Diagnostic & Regulatory Logic:
- Paperwork Check: The FAA 8130-3 looks legible, but the repair station listed does not match the logo printed on the starter’s shipping box.
- Visual Inspection: You pull the starter out. You notice the data plate has fresh rivets, but the casing around the rivets is heavily scarred. You check the V-band clamp mating surface; it shows heavy pitting and wear that was simply painted over, contradicting the “Overhauled” status in Block 11 of the 8130-3.
- Action: You do not install the part. You immediately stop the job, refusing the pressure from operations to dispatch the aircraft.
CAUTION: DO NOT RETURN A SUP TO STORES. If you hand a suspected bogus part back to the parts clerk, it may accidentally be re-issued to another mechanic on the next shift. It must be physically segregated.
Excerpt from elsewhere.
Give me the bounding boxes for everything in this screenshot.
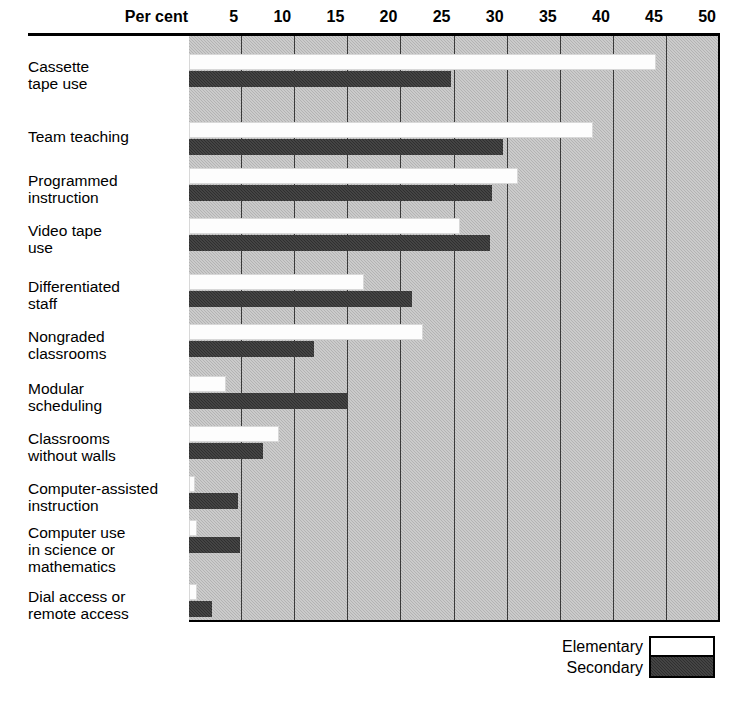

The Regulatory Protocol: What to Do Next
When you find a SUP, you must follow a strict legal sequence:
- Quarantine: Attach a red “Unserviceable/Rejected” tag to the part. Document exactly why it is rejected.
- Segregate: Place the part in a physically locked and secure quarantine area within the stores facility.
- Report: Notify your Quality Assurance (QA) manager immediately.
- Escalate: The QA department is legally obligated to investigate and file a formal report—such as an FAA Form 8120-11 or an EASA Occurrence Report (Part-376)—with the regulatory authorities to alert the global aviation network.
Case Study: The AOG Technics Scandal (2023)
If you think SUPs are a problem of the past, look at the massive global grounding triggered in 2023 by a UK-based supplier called AOG Technics.
This broker supplied thousands of engine parts—including turbine blades and compressor stators—for the CFM56 engine, the most widely used engine in the world (powering the Airbus A320ceo and Boeing 737NG families).
The Breakdown:
- Forged Paperwork: AOG Technics sold used parts with completely fabricated EASA Form 1 and FAA 8130-3 certificates. They forged the signatures and approval numbers of legitimate MROs who had never actually touched the parts.
- The Discovery: Line mechanics and MRO inspectors noticed slight discrepancies in the formatting of the release certificates and contacted the MROs listed on the paperwork, who confirmed the forms were fake.
- The Consequence: The FAA and EASA issued emergency Airworthiness Directives. Airlines worldwide had to pull A320s and B737s off the line, grounding fleets to tear down engines and physically hunt for the bogus parts.
The defense against events like the AOG Technics scandal doesn’t start in a regulatory office; it starts on the ramp. Trust your manuals, scrutinize the paperwork, and if a part looks wrong, quarantine it. Your signature is the only thing standing between a bogus part and the sky.